Open Letter to Jewish People Regarding the New Testament

 An Open Letter to the Jewish People regarding the New Testament


Shalom! We feel very blessed to address these matters with those who share our ancestry and lineage. However you classify your Jewish faith, Reconstructionist to Chabad or all points in between, or whether you carry little or no faith in the Master, we’re confident you will have not heard what we’re about to say.

With virtually all the criticism we have heard over the last 2,000 years from all branches of Judaism over the controversies of the “New Testament” and Christianity itself, we are in relative agreement.

The “New Testament” is unavoidable, even by total rejection of it.

This fact may seem overly obvious or rather unpleasant, but either way it’s true. The “New Testament” has long been one of the most powerful forces driving global spiritual trends that have a direct bearing on the existence and quality of life of the Jewish people. The very reason why so many evangelical Christians support the state of Israel is bound within its prophecies regarding the advent of the Acharit haYamim (Latter Days). The “New Testament” is also responsible for ripping a vision of the Tanakh—albeit an imperfect vision—from our ethnic group and into the broader world. Yes, Greek translations also contributed before the Common Era, but history also shows that what began was magnified many times over and solidified by both sides of a debate that began 2,000 years ago.

Whatever the ultimate truth may be, Jewish history remains incomplete without including the full breadth of interpretive discussion and discord that arose out of First Century Israel. Even if we were to deny every word, indeed every possible interpretation of those words in its pages, we cannot ignore it. If we cannot ignore it then we need to understand the various perspectives apart from any faith-based decisions regarding the message.

We need to re-frame the contours of our definitions.

Through two millennia of nearly constant pain, pogroms and holocausts, the easy road has been to employ shortcuts and quick classifications. The “New Testament” to many is simply a piece of heretical trash that our enemies used against us to try to destroy us.  Everyone knows the Crusaders slaughtering Jews in Jerusalem while quoting from their New Testament Bibles. We know Hitler used polemical phrases like “synagogue of Satan” .  Such uses have been hateful and worthy of reproach on all levels, but ultimately they are religious misapplications.

There is no doubt whatsoever that, regardless as to the endless speculations on the matter, ultimately our only “Moshiach,” our only “Savior” is Almighty Elohim. He is One and He is exclusive. The debate should never have degenerated away from this fact. We need to affirm that the real debate is not THAT Elohim saves but HOW He saves. What is the mechanism or agency? What is the timing? Most importantly, what does “salvation” itself really mean?  Salvation from what?  From Greco-Roman Hades (Hell)?  From the Romans?  From ourselves?

Errors in the Greek New Testament

• Lepers could not own houses two miles from Jerusalem and throw dinner parties for other Jews to attend.  If a person with leprosy is cured they can no longer called a Leper which would be slander.
• Did leading Bible scholars not realize that at least half a dozen prophets from Tanakh were residents of the Galilee?
• These same Bible experts claim “we were never slaves” and deny the Exodus?
• Could eunuch from Ethiopia can legally enter and worship in the Temple?

Notwithstanding matters of Godhead idolatry, Trinity, Shabbat to Sunday, etc., writings that have been unquestioningly accepted by many Christians. Aramaic plays a role in that Semitic continuum. It is far deeper than having a line from Genesis and portions of Esther and Daniel in the Aramaic language. Aramaic is entrenched but it hides within our familiar Hebrew square script. If you ask the rabbis what the technical name for our “Hebrew” script is, they will say ktav ashurri, “Assyrian Writing” – and the Assyrians wrote and spoke in Aramaic. That is why the sages have told us:

“My son, do not lightly esteem the Aramaic language,
for the Holy One, blessed be He, has seen fit to give it voice in the Torah
and the Prophets and the Writings.”

Palestinian Talmud, Sotah, 7.2

Jews don’t attend a ben mitzvah, we use Aramaic bar.  Mothers don’t feel their child’s resheh but their Aramaic keppie (head).  We toggle between these languages unconsciously, our liturgy from Talmud to Zohar, Kaddish to Amidah, reflects the co-mingling of two languages.  At a minimum, the Jewish world must at least investigate the language of Yeshua to determine whether he really said what others claim he said.  There is obviously far more depth to Yeshua’s kernel-seed teachings what appears within the surface language of the Greek New Testament.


* **Exercise directions**
Every entry is to be printed again precisely as given.

== Study material

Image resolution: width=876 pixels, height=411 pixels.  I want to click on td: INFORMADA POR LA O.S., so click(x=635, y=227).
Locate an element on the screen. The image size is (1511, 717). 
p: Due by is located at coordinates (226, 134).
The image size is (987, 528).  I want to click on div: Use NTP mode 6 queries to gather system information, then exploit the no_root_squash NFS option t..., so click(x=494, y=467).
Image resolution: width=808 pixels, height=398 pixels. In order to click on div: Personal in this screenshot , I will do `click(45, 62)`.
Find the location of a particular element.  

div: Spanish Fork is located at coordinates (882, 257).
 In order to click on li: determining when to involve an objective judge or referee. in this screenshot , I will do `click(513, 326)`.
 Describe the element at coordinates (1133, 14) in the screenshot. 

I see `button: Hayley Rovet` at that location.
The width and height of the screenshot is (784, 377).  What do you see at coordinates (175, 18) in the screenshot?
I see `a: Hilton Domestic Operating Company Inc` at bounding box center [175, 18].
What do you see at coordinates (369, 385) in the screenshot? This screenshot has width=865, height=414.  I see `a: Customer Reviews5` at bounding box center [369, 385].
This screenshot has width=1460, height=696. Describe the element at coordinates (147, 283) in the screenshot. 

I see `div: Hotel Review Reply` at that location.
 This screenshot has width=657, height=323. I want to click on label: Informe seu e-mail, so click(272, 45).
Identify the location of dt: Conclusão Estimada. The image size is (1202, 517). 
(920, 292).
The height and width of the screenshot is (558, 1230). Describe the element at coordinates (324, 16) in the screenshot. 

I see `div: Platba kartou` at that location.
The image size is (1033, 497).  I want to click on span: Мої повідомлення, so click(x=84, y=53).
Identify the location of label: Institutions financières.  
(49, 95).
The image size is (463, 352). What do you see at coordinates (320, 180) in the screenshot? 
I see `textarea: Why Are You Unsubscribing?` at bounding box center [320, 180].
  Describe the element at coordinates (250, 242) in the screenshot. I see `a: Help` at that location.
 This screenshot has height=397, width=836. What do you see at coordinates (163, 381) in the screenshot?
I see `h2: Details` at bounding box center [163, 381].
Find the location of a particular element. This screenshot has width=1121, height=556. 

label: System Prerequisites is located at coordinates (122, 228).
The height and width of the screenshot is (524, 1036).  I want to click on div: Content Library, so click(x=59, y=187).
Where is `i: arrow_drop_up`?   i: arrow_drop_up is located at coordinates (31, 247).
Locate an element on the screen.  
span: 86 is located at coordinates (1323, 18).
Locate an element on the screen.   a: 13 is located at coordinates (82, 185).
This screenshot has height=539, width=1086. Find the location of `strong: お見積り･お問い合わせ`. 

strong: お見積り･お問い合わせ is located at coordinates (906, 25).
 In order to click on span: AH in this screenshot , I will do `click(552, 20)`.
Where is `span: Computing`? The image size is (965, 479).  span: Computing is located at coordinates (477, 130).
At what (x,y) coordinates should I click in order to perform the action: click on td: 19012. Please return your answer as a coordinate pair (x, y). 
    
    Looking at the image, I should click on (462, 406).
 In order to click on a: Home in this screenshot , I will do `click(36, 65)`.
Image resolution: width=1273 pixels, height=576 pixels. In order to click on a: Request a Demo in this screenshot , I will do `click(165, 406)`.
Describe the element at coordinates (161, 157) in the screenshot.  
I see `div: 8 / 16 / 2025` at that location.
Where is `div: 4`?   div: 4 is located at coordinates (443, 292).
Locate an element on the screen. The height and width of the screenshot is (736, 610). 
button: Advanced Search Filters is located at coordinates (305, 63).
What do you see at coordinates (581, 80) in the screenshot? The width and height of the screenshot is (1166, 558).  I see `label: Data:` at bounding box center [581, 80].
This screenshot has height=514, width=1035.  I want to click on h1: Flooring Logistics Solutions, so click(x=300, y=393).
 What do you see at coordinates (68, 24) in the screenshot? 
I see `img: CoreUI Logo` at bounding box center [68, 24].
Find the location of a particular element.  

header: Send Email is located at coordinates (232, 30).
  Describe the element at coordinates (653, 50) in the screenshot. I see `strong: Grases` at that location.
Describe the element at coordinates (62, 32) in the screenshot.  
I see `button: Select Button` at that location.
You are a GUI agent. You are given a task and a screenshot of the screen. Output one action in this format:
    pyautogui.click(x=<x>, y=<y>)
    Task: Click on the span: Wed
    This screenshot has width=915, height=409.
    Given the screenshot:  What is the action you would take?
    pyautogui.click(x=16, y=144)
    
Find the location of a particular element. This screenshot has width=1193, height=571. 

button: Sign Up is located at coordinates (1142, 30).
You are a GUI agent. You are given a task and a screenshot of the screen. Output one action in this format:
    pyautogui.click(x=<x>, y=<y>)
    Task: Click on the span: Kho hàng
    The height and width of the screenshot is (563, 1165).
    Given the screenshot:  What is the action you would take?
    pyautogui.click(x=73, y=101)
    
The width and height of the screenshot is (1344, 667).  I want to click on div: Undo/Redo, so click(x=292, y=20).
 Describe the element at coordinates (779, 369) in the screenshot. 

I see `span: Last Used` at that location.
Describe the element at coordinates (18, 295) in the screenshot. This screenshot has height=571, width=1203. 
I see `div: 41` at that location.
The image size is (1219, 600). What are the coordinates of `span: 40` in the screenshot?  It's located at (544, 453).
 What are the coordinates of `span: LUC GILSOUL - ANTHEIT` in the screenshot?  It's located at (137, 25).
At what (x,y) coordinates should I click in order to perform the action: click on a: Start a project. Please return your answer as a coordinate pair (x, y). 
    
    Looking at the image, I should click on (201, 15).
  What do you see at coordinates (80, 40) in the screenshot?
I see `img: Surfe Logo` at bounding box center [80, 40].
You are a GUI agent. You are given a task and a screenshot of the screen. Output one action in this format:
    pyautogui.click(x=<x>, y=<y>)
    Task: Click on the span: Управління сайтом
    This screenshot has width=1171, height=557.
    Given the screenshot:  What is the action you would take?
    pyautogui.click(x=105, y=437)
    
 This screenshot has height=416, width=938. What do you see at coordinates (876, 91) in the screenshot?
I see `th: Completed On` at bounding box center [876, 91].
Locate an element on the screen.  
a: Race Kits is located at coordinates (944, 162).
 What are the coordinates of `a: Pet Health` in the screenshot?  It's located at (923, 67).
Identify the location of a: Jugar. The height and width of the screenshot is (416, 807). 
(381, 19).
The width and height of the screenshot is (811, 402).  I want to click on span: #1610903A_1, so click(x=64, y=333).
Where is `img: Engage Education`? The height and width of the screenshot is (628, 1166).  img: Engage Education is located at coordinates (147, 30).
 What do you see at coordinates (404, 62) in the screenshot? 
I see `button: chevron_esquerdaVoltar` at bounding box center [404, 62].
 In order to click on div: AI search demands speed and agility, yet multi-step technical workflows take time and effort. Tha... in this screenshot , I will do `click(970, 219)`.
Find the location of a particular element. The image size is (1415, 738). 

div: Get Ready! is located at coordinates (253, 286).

====

* **Response below**
Image resolution: width=876 pixels, height=411 pixels.  I want to click on td: INFORMADA POR LA O.S., so click(x=635, y=227).
Locate an element on the screen. The image size is (1511, 717). 
p: Due by is located at coordinates (226, 134).
The image size is (987, 528).  I want to click on div: Use NTP mode 6 queries to gather system information, then exploit the no_root_squash NFS option t..., so click(x=494, y=467).
Image resolution: width=808 pixels, height=398 pixels. In order to click on div: Personal in this screenshot , I will do `click(45, 62)`.
Find the location of a particular element.  

div: Spanish Fork is located at coordinates (882, 257).
 In order to click on li: determining when to involve an objective judge or referee. in this screenshot , I will do `click(513, 326)`.
 Describe the element at coordinates (1133, 14) in the screenshot. 

I see `button: Hayley Rovet` at that location.
The width and height of the screenshot is (784, 377).  What do you see at coordinates (175, 18) in the screenshot?
I see `a: Hilton Domestic Operating Company Inc` at bounding box center [175, 18].
What do you see at coordinates (369, 385) in the screenshot? This screenshot has width=865, height=414.  I see `a: Customer Reviews5` at bounding box center [369, 385].
This screenshot has width=1460, height=696. Describe the element at coordinates (147, 283) in the screenshot. 

I see `div: Hotel Review Reply` at that location.
 This screenshot has width=657, height=323. I want to click on label: Informe seu e-mail, so click(272, 45).
Identify the location of dt: Conclusão Estimada. The image size is (1202, 517). 
(920, 292).
The height and width of the screenshot is (558, 1230). Describe the element at coordinates (324, 16) in the screenshot. 

I see `div: Platba kartou` at that location.
The image size is (1033, 497).  I want to click on span: Мої повідомлення, so click(x=84, y=53).
Identify the location of label: Institutions financières.  
(49, 95).
The image size is (463, 352). What do you see at coordinates (320, 180) in the screenshot? 
I see `textarea: Why Are You Unsubscribing?` at bounding box center [320, 180].
  Describe the element at coordinates (250, 242) in the screenshot. I see `a: Help` at that location.
 This screenshot has height=397, width=836. What do you see at coordinates (163, 381) in the screenshot?
I see `h2: Details` at bounding box center [163, 381].
Find the location of a particular element. This screenshot has width=1121, height=556. 

label: System Prerequisites is located at coordinates (122, 228).
The height and width of the screenshot is (524, 1036).  I want to click on div: Content Library, so click(x=59, y=187).
Where is `i: arrow_drop_up`?   i: arrow_drop_up is located at coordinates (31, 247).
Locate an element on the screen.  
span: 86 is located at coordinates (1323, 18).
Locate an element on the screen.   a: 13 is located at coordinates (82, 185).
This screenshot has height=539, width=1086. Find the location of `strong: お見積り･お問い合わせ`. 

strong: お見積り･お問い合わせ is located at coordinates (906, 25).
 In order to click on span: AH in this screenshot , I will do `click(552, 20)`.
Where is `span: Computing`? The image size is (965, 479).  span: Computing is located at coordinates (477, 130).
At what (x,y) coordinates should I click in order to perform the action: click on td: 19012. Please return your answer as a coordinate pair (x, y). 
    
    Looking at the image, I should click on (462, 406).
 In order to click on a: Home in this screenshot , I will do `click(36, 65)`.
Image resolution: width=1273 pixels, height=576 pixels. In order to click on a: Request a Demo in this screenshot , I will do `click(165, 406)`.
Describe the element at coordinates (161, 157) in the screenshot.  
I see `div: 8 / 16 / 2025` at that location.
Where is `div: 4`?   div: 4 is located at coordinates (443, 292).
Locate an element on the screen. The height and width of the screenshot is (736, 610). 
button: Advanced Search Filters is located at coordinates (305, 63).
What do you see at coordinates (581, 80) in the screenshot? The width and height of the screenshot is (1166, 558).  I see `label: Data:` at bounding box center [581, 80].
This screenshot has height=514, width=1035.  I want to click on h1: Flooring Logistics Solutions, so click(x=300, y=393).
 What do you see at coordinates (68, 24) in the screenshot? 
I see `img: CoreUI Logo` at bounding box center [68, 24].
Find the location of a particular element.  

header: Send Email is located at coordinates (232, 30).
  Describe the element at coordinates (653, 50) in the screenshot. I see `strong: Grases` at that location.
Describe the element at coordinates (62, 32) in the screenshot.  
I see `button: Select Button` at that location.
You are a GUI agent. You are given a task and a screenshot of the screen. Output one action in this format:
    pyautogui.click(x=<x>, y=<y>)
    Task: Click on the span: Wed
    This screenshot has width=915, height=409.
    Given the screenshot:  What is the action you would take?
    pyautogui.click(x=16, y=144)
    
Find the location of a particular element. This screenshot has width=1193, height=571. 

button: Sign Up is located at coordinates (1142, 30).
You are a GUI agent. You are given a task and a screenshot of the screen. Output one action in this format:
    pyautogui.click(x=<x>, y=<y>)
    Task: Click on the span: Kho hàng
    The height and width of the screenshot is (563, 1165).
    Given the screenshot:  What is the action you would take?
    pyautogui.click(x=73, y=101)
    
The width and height of the screenshot is (1344, 667).  I want to click on div: Undo/Redo, so click(x=292, y=20).
 Describe the element at coordinates (779, 369) in the screenshot. 

I see `span: Last Used` at that location.
Describe the element at coordinates (18, 295) in the screenshot. This screenshot has height=571, width=1203. 
I see `div: 41` at that location.
The image size is (1219, 600). What are the coordinates of `span: 40` in the screenshot?  It's located at (544, 453).
 What are the coordinates of `span: LUC GILSOUL - ANTHEIT` in the screenshot?  It's located at (137, 25).
At what (x,y) coordinates should I click in order to perform the action: click on a: Start a project. Please return your answer as a coordinate pair (x, y). 
    
    Looking at the image, I should click on (201, 15).
  What do you see at coordinates (80, 40) in the screenshot?
I see `img: Surfe Logo` at bounding box center [80, 40].
You are a GUI agent. You are given a task and a screenshot of the screen. Output one action in this format:
    pyautogui.click(x=<x>, y=<y>)
    Task: Click on the span: Управління сайтом
    This screenshot has width=1171, height=557.
    Given the screenshot:  What is the action you would take?
    pyautogui.click(x=105, y=437)
    
 This screenshot has height=416, width=938. What do you see at coordinates (876, 91) in the screenshot?
I see `th: Completed On` at bounding box center [876, 91].
Locate an element on the screen.  
a: Race Kits is located at coordinates (944, 162).
 What are the coordinates of `a: Pet Health` in the screenshot?  It's located at (923, 67).
Identify the location of a: Jugar. The height and width of the screenshot is (416, 807). 
(381, 19).
The width and height of the screenshot is (811, 402).  I want to click on span: #1610903A_1, so click(x=64, y=333).
Where is `img: Engage Education`? The height and width of the screenshot is (628, 1166).  img: Engage Education is located at coordinates (147, 30).
 What do you see at coordinates (404, 62) in the screenshot? 
I see `button: chevron_esquerdaVoltar` at bounding box center [404, 62].
 In order to click on div: AI search demands speed and agility, yet multi-step technical workflows take time and effort. Tha... in this screenshot , I will do `click(970, 219)`.
Find the location of a particular element. The image size is (1415, 738). 

div: Get Ready! is located at coordinates (253, 286).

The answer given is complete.